Exact Gibbs sampling for stochastic differential equations with gradient drift and constant diffusion
Xinyi Pei, Minhyeok Kim, Vinayak Rao
TL;DR
We address exact posterior simulation for diffusion paths in gradient-drift SDEs with unit diffusion by developing GibbsEA3, an augmented MCMC that uses Poisson thinning and path-layer concepts to avoid discretization error. The method extends prior exact rejection sampling (EA1) to EA2/EA3 diffusions and integrates Hamiltonian Monte Carlo for efficient path updates, enabling joint inference of latent paths and parameters. Through synthetic experiments on EA2/EA3 models and a real ice-core dataset, GibbsEA3 and its variants show favorable efficiency compared with particle MCMC, especially under informative observations.

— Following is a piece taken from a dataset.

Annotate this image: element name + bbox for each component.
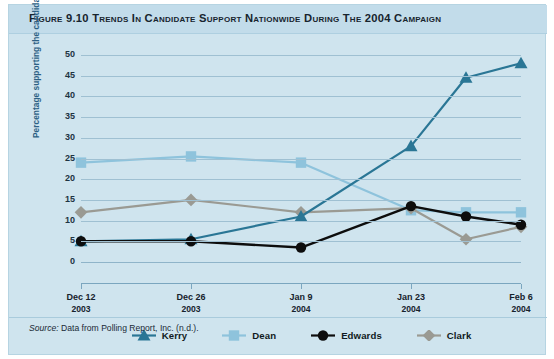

The framework is modular, supports parameter learning, and leverages Gaussian-process likelihoods, making it widely applicable to continuous-time diffusion modeling.
Abstract
Stochastic differential equations (SDEs) are an important class of time-series models, used to describe stochastic systems evolving in continuous time. Simulating paths from these processes, particularly after conditioning on noisy observations of the latent path, remains a challenge. Existing methods often introduce bias through time-discretization, require involved rejection sampling or debiasing schemes or are restricted to a narrow family of diffusions. In this work, we propose an exact Markov chain Monte Carlo (MCMC) sampling algorithm that is applicable to a broad subset of all SDEs with unit diffusion coefficient; after suitable transformation, this includes an even larger class of multivariate SDEs and most 1-d SDEs. We develop a Gibbs sampling framework that allows exact MCMC for such diffusions, without any discretization error. We demonstrate how our MCMC methodology requires only fairly straightforward simulation steps. Our framework can be extended to include parameter simulation, and allows tools from the Gaussian process literature to be easily applied. We evaluate our method on synthetic and real datasets, demonstrating superior performance to particle MCMC approaches.